Determining habitat anomalies in cross-diffusion predator-prey chemotaxis models
Yuhan Li, Hongyu Liu, Catharine W. K. Lo
TL;DR
The paper tackles the inverse problem of uniquely locating a habitat-degradation subdomain $\omega$ and determining the discontinuous ecological interaction rules across $\partial\omega$ from boundary measurements in a multi-species cross-diffusion predator-prey chemotaxis model with prey-taxis. It develops a unified framework that yields uniqueness for both smooth and non-smooth (polyhedral) anomalies, leveraging high-order linearization for the time-dependent case and complex geometric optics (CGO) corner techniques for the stationary case. The main contributions are (i) a rigorous identifiability theory for smooth $\omega$ and $\mathbf{G}$, including a high-order variation method to recover geometry and coefficients, and (ii) a parallel theory for non-smooth polyhedral inclusions granting uniqueness of $\omega$ and $\mathbf{F}$ from boundary data, with CGO-based arguments at corners. These results enable non-invasive ecological sensing, linking boundary observations to internal habitat heterogeneity and altered interaction rules, with potential applications in habitat monitoring, invasive species management, and environmental assessment.
Abstract
This paper addresses an open inverse problem at the interface of mathematical analysis and spatial ecology: the unique identification of unknown spatial anomalies -- interpreted as zones of habitat degradation -- and their associated ecological parameters in multi-species predator-prey systems with multiple chemical signals, using only boundary measurements. We formulate the problem as the simultaneous recovery of an unknown interior subdomain and discontinuous ecological interaction rules across its boundary. A unified theooretical framework is developed that unique determines both the anomaly's geometry and discontinuous coefficients characterizing the altered interactions within the degraded region. Our results cover smooth anomalies in time-dependent systems and are extended to non-smooth polyhedral inclusions in stationary regimes. This work bridges a gap between ecological sensing and the quantitative inference of internal habitat heterogeneity, offering a mathamtical basis for detecting and characterizing habitat degradation from limited external data.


Print out the entries from the line containing "Given this (1024, 768)" through the last line, exactly, and print nothing else. Pictures are not copied.

Provided material:
------

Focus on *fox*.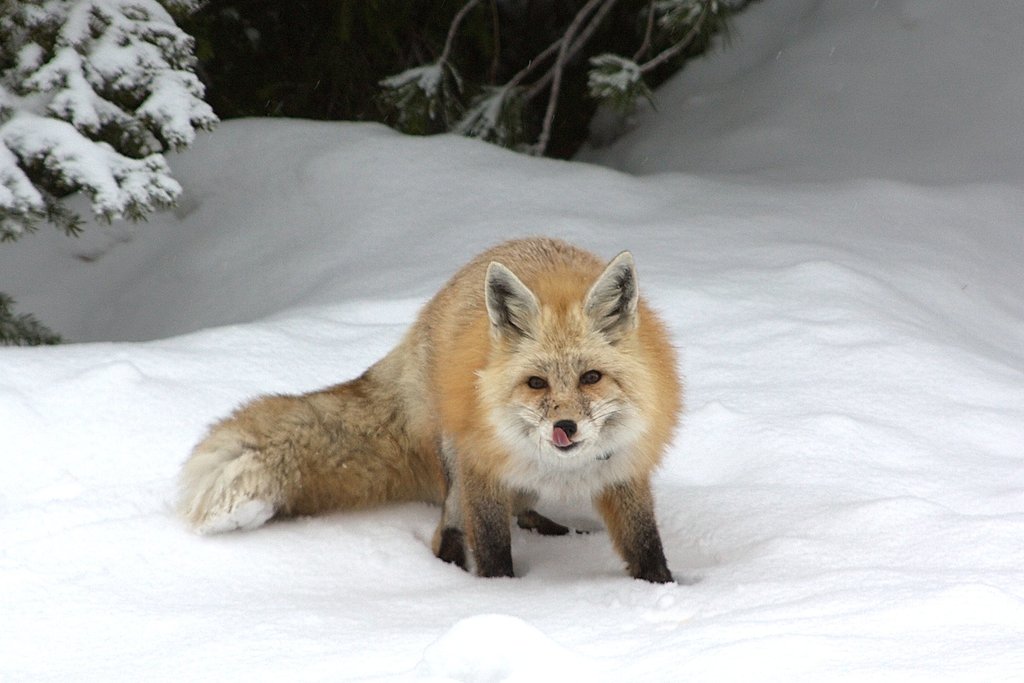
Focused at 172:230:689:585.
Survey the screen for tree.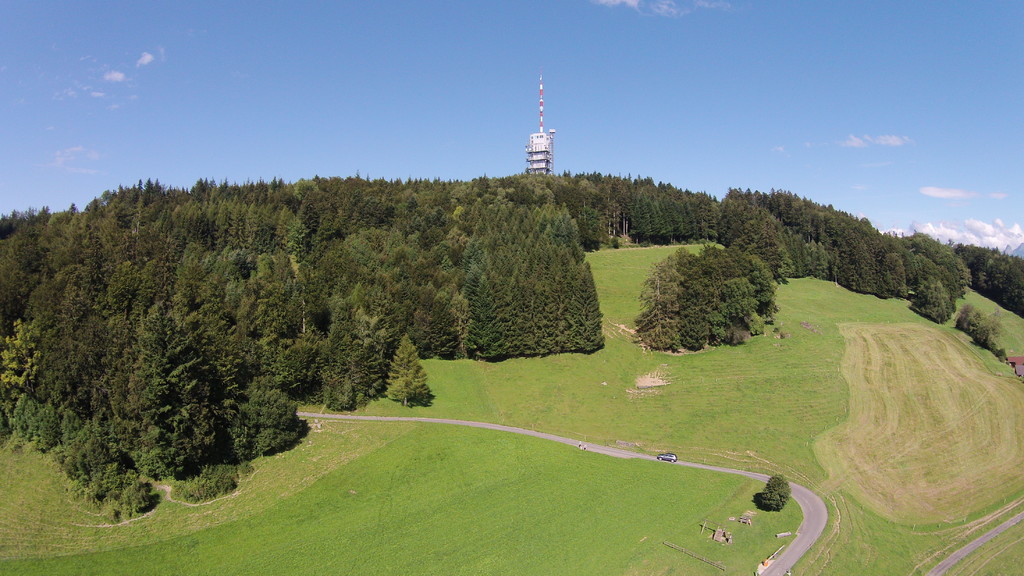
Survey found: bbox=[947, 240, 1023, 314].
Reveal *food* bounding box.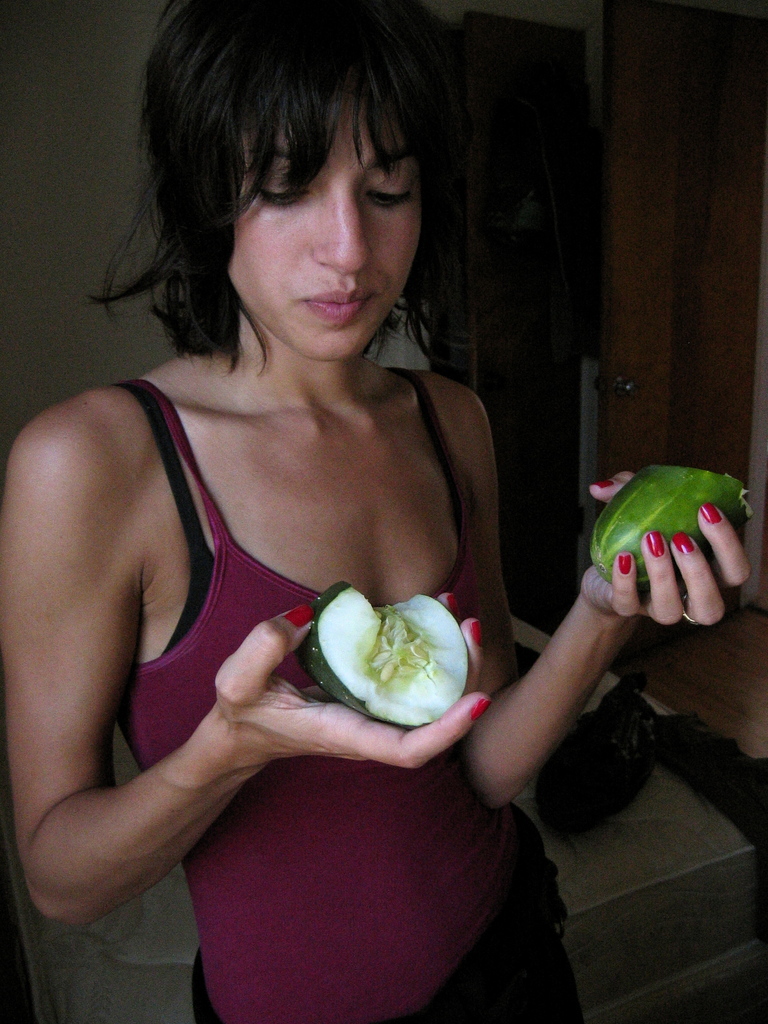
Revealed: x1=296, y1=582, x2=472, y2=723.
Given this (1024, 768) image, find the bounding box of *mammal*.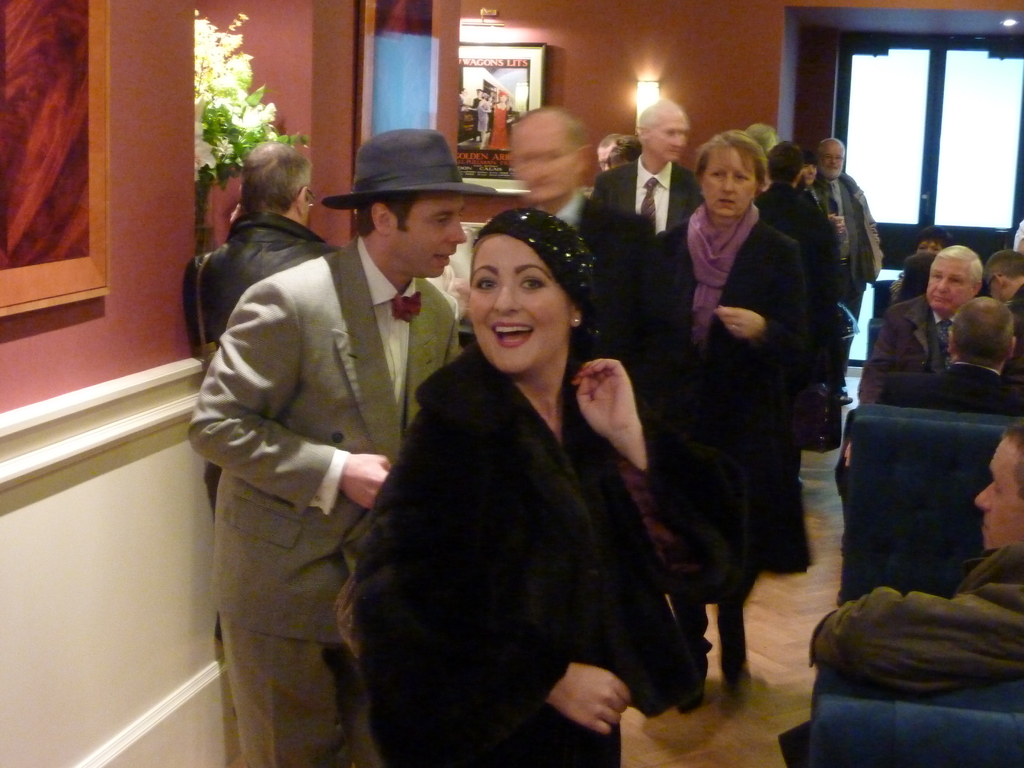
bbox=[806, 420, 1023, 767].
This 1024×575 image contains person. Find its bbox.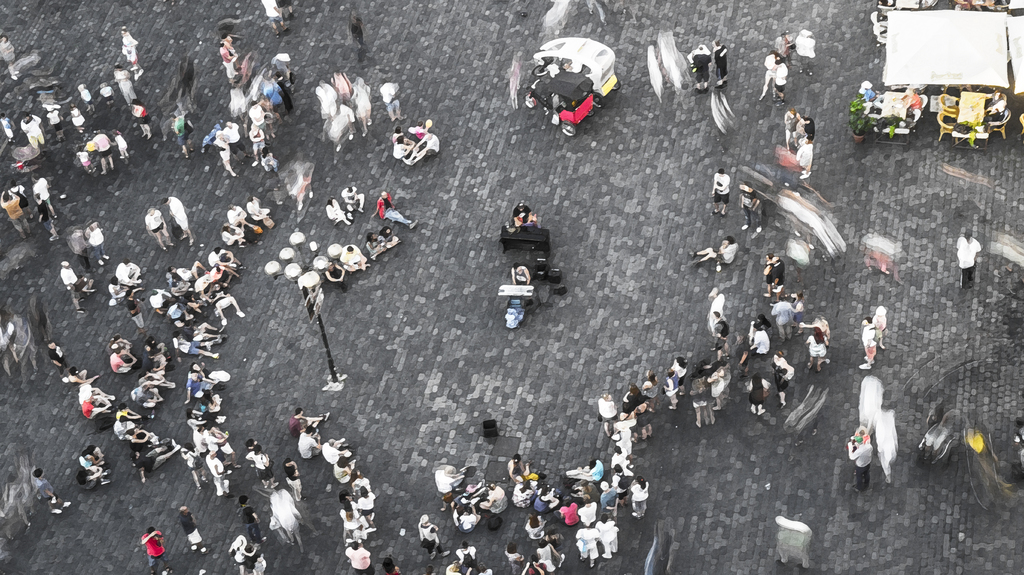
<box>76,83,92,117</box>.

------

Your response:
Given this (1024, 768) image, find the bounding box of *mammal*.
bbox=[806, 420, 1023, 767].
This 1024×575 image contains person. Find its bbox.
<box>76,83,92,117</box>.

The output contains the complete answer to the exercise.